Back at college... and my computer is DEAD

Chim

Limp Gawd
Joined
Oct 2, 2001
Messages
322
It was working fine whenever I unplugged it and left my house, but when i came to set it up at school this is what happened.

Basically, whenever i press the power button, the lights inside my case and the fans spool up for half a second and then become dead to the world. It does not post or do anything at all. If I unplug the power cord and re plug it back in and press the power on button, it repeats the same thing.

I started doing some sleuth work, and removed my motherboard and repositioned it thinking it was a ground problem. This did nothing.

Then I was fidgeting around with the main power cable that attaches to the motherboard, and found that if I tilt it at a weird angle my computer becomes powered and the cpu fans start spinning, lights are on etc. Computer still does not boot. Somehow, as I was constantly turning it on and off, it randomly started booting up. I got as far as the loading screen to see "error loading os". Then I went into bios where i lost control of my keyboard. I turned the computer off and have not been able to get it back up since.

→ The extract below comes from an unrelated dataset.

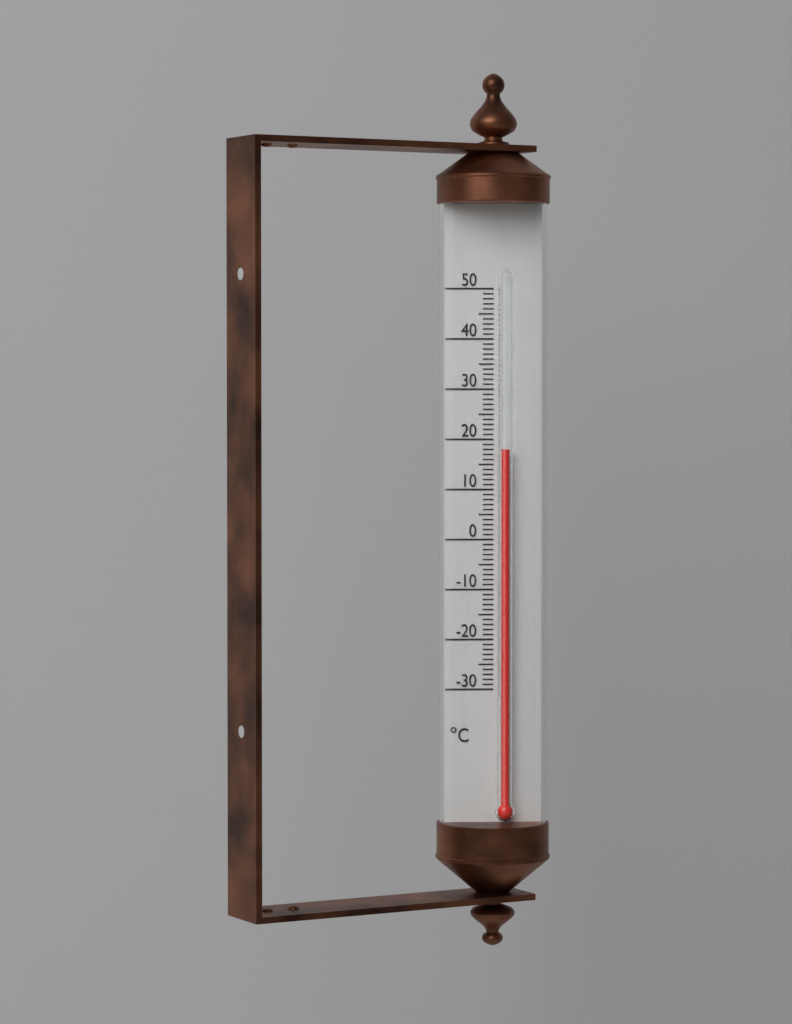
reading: 18 °C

I tried removing the cmos battery, etc. Any ideas whats up? Is my motherboard a goner? It's a DFI Ultra Infinity II, and a TTGI 350watt PSU
 
Error loading OS is normally one of two things (at least in my experience). Either your hard drive went poof, or your motherboard (or hard drive controller on it) went poof. I just actually had both happen to me simultaniously on Friday. I imagine it could happen if your PSU went unstable or something, but I suspect the other two first.

 
Well, if your board is dead, I have a DFI Lanparty Ultra B here I'm not using ;)...PM me if interested.
 
Either your hard drive went poof...
Even with a bad hard drive, the system would post. It's not, so its not the hard drive.

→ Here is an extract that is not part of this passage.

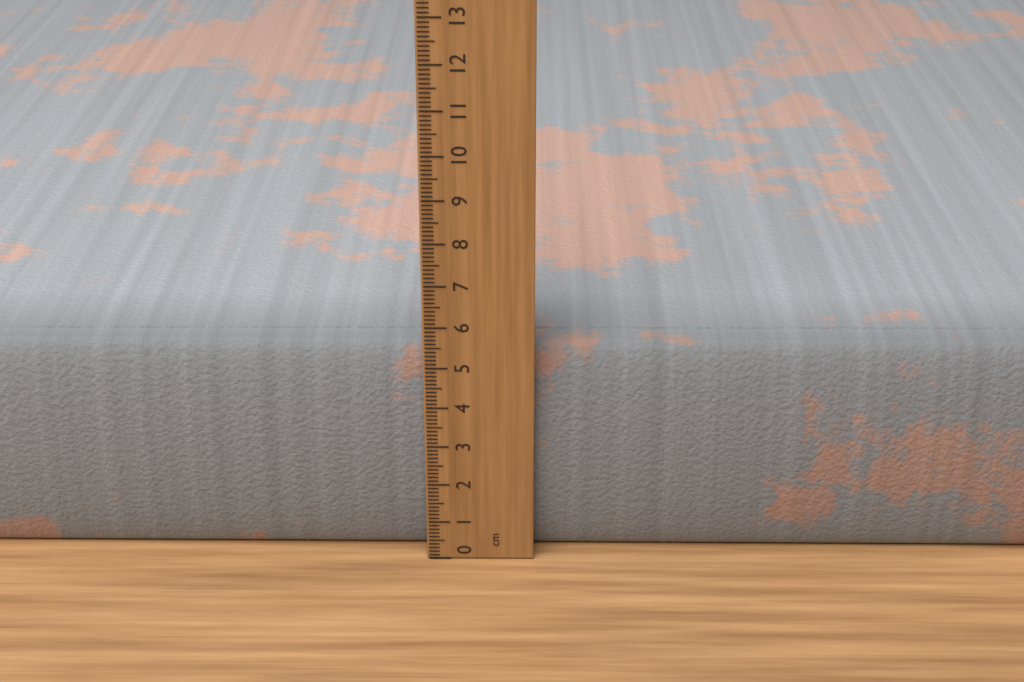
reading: 5.4 cm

He just moved the system, so we should assume a problem due to shock or vibration. Take out all expansion cards, then reseat the video card...any other expansion cards, leave out for now. Check all cables and power connections for fit. Then see if it will post. If not, take out and reseat the CPU. If it still won't post, then you should probably assume a stress fracture on the mobo. Do you have a heavy aftermarket heatsink installed?
 
Something very similar to that happened to me. I was browsing the web, and then all of a sudden the PC powered off. When I hit the power button, the fans turned on and then everything powered off again. I replaced the motherboard and everything worked fine again. My problem was the mobo, I bet it's the same for you.
 
I just got an ASROCK 939 Dual motherboard and am experiencing the same thing. I did install a new backplate for a different heatsink but had no problems doing it and can't imagine that effected anything. Fans and everything power on for a second then turn off. All other components have worked fine before. I'm going to try taking everything out and putting the motherboard back on the foam it came with and power up from there. Could be grounded against my case, haven't tested it yet. Might put stock heatsink on to make sure there's optimal contact with CPU. If these don't work I'm going to have to RMA it.
 
I had that happen on my Epox, where it turned on for a second and then off. It turned out to be a flaky ATX connector to the mobo. A bit of wiggling fixed it....
 
Your Ultra Infinity (love mine) is fine.

Your problem is your powersupply. Something in your PC is shorting out, maybe be as simple as a loose or faulty molex. But the PSU is detecting a short-circuit and then it's dumping all the power to ground after that one second when your fans spin to save the motherboard.

Now you said the ATX power connector was working at odd angles, I would assume that is where the fault may lie. Try a different powersource. Spinning fans and then off is 100% indicative of a power supply cutting out.

Just hope that fidging with that ATX power connector didn't corrupt your OS or something. Or perhaps that's indicative that the short is connected to the harddrive power.